One evening, as the frogs tuned up (Maria thought of it as the time when the thin day shift gave way to the much larger and busier night shift), she asked Rapunzel and Juliana to close their eyes and tell her what color they heard.
“Color?” asked Juliana. “Color of what? What do you mean?”
“Close your eyes,” said Maria patiently. “Now, listen. Can you smell the bog and river?”
“Yes.”
“And the trees blossoming,” put in Rapunzel.
“Good. Now, listen for the color of the evening and everything it contains.”
“Hardly room for anything but the frogs!” said Juliana.
“So, listen. What color are they?”
“Well…” said Juliana slowly. “It’s obvious and maybe not what you want, but…green.”
“Yes,” said Rapunzel, head tilted, eyes closed. “But a thread of brown—there—where the bullfrogs are. A rich brown, but not too dark. Like a cattail, maybe?”
“Like the way the water looks flowing over rocks on an early summer morning. Sort of tea-colored but clear,” said Juliana.
“That’s it!” said Rapunzel. “You’re good at this. Let’s see, what else? Green, and brown… Maybe a hint of blue? Pale blue, like a puddle of water when the mud isn’t disturbed? Or like the river when the sun’s high and the sky’s clear?”
“Thank you,” said Maria, and returned to the loom.

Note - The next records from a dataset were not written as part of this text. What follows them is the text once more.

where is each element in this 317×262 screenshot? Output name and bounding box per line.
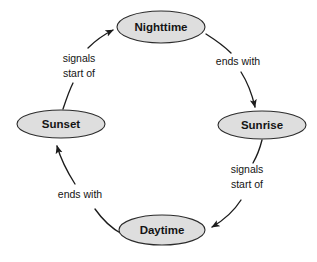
node-sunrise[interactable]: Sunrise bbox=[218, 111, 306, 139]
edge-path-daytime-to-sunset-2 bbox=[57, 146, 75, 184]
node-label-sunrise: Sunrise bbox=[241, 119, 283, 131]
edge-path-daytime-to-sunset bbox=[95, 209, 122, 234]
edge-nighttime-to-sunrise: ends with bbox=[206, 34, 260, 107]
edge-label-nighttime-to-sunrise: ends with bbox=[216, 55, 261, 67]
edge-path-nighttime-to-sunrise-2 bbox=[241, 72, 255, 107]
diagram-canvas: ends with signals start of ends with sig… bbox=[0, 0, 317, 262]
node-label-daytime: Daytime bbox=[140, 224, 185, 236]
edge-label-sunrise-to-daytime-line2: start of bbox=[231, 178, 263, 190]
edge-path-sunrise-to-daytime-2 bbox=[212, 200, 241, 227]
edge-label-sunset-to-nighttime-line1: signals bbox=[63, 52, 96, 64]
edge-label-sunset-to-nighttime-line2: start of bbox=[63, 67, 95, 79]
edge-path-sunset-to-nighttime-2 bbox=[88, 30, 113, 48]
edge-label-daytime-to-sunset: ends with bbox=[58, 188, 103, 200]
node-label-sunset: Sunset bbox=[42, 118, 81, 130]
edge-label-sunrise-to-daytime-line1: signals bbox=[231, 163, 264, 175]
node-label-nighttime: Nighttime bbox=[134, 21, 187, 33]
cycle-diagram: ends with signals start of ends with sig… bbox=[0, 0, 317, 262]
node-nighttime[interactable]: Nighttime bbox=[117, 11, 205, 43]
node-sunset[interactable]: Sunset bbox=[17, 110, 105, 138]
edge-sunrise-to-daytime: signals start of bbox=[212, 140, 263, 227]
edge-path-sunset-to-nighttime bbox=[63, 83, 73, 109]
edge-path-nighttime-to-sunrise bbox=[206, 34, 231, 53]
edge-path-sunrise-to-daytime bbox=[253, 140, 262, 163]
node-daytime[interactable]: Daytime bbox=[119, 215, 205, 245]
edge-daytime-to-sunset: ends with bbox=[57, 146, 122, 234]
edge-sunset-to-nighttime: signals start of bbox=[63, 30, 113, 109]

For a long time, Maria had forgotten the place of not thinking. She’d filled the emptiness of thought with memories of Juan and her children the way bitter smoke clouds a fresh sky. Now, weaving again, she rediscovered the inner stillness where nothing existed but color and texture, line and pattern. She didn’t do. She didn’t have. She merely was. Time lost its power. Guilt and shame were absent. Nothing existed but the weaving and the loom. Rising from the stool, straightening her back and neck, remembering how to speak, set a table, prepare a meal, wash an armful of clothes, was an effortful journey from the deep center in which she wove. Falling back into it past the necessity of tasks and communication with the others, past the shoulds and musts of life, past the fear of appearing selfish, lazy or uncooperative, was equally difficult.
Yet the loom called her home and her initial tentative return transformed into calm confidence. She belonged in front of the loom. It was what she was for. What had Mary said? It was her love letter to life.
She wondered how she’d ever left it.
(This post was published with Edition #64 of Weaving Webs and Turning Over Stones.)